Unmasking Hidden Wigner's Symmetry from First Principles
Phong Dang, Daniel Langr, Tomas Dytrych, Jerry P. Draayer, David Kekejian

TL;DR
This paper provides evidence that internucleon forces from chiral effective field theory reveal a dominant Wigner symmetry, which can simplify nuclear structure calculations by focusing on key symmetry representations.
Contribution
It demonstrates the spontaneous emergence of Wigner's supermultiplet symmetry in ab initio nuclear models without prior assumptions, guiding more efficient many-body computations.
Findings
Most wave functions of light nuclei are concentrated in a few U(4) irreducible representations.
Wigner symmetry manifests without large-Nc QCD assumptions or nucleus-specific constraints.

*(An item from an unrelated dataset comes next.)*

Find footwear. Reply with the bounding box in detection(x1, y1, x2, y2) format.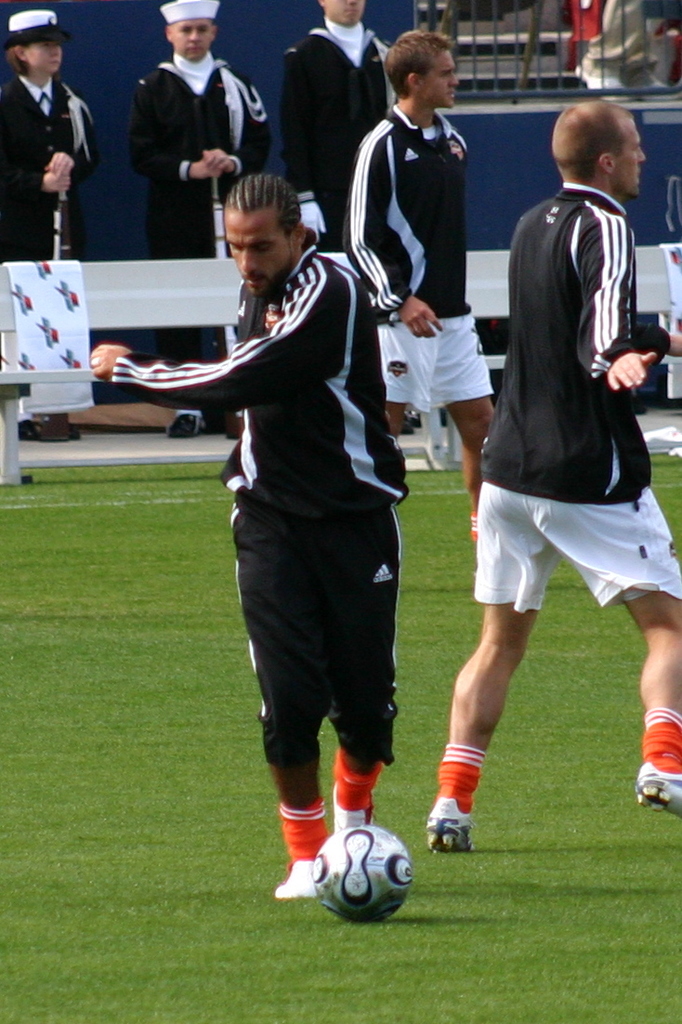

Emergent symmetry suggests strategies to reduce many-body basis sizes in nuclear calculations.
Abstract
We present quantitative evidence that high-quality internucleon forces derived from EFT exhibit a striking dominance of Wigner's supermultiplet symmetry, without invoking the large- limit of QCD or assumptions about specific nuclei. We trace the manifestation of this symmetry in nuclear structure using the \textit{ab initio} Symmetry Adapted Model (SAM) and identify suppressed spin-isospin polarizability. Our calculations show that a majority of , , and wave functions is concentrated in a few irreducible representations, without imposing any \textit{a priori} constraints on the model space. This emergent feature points to a strategy for reducing explosive many-body bases of the NCSM while retaining physically important configurations needed to compute observables.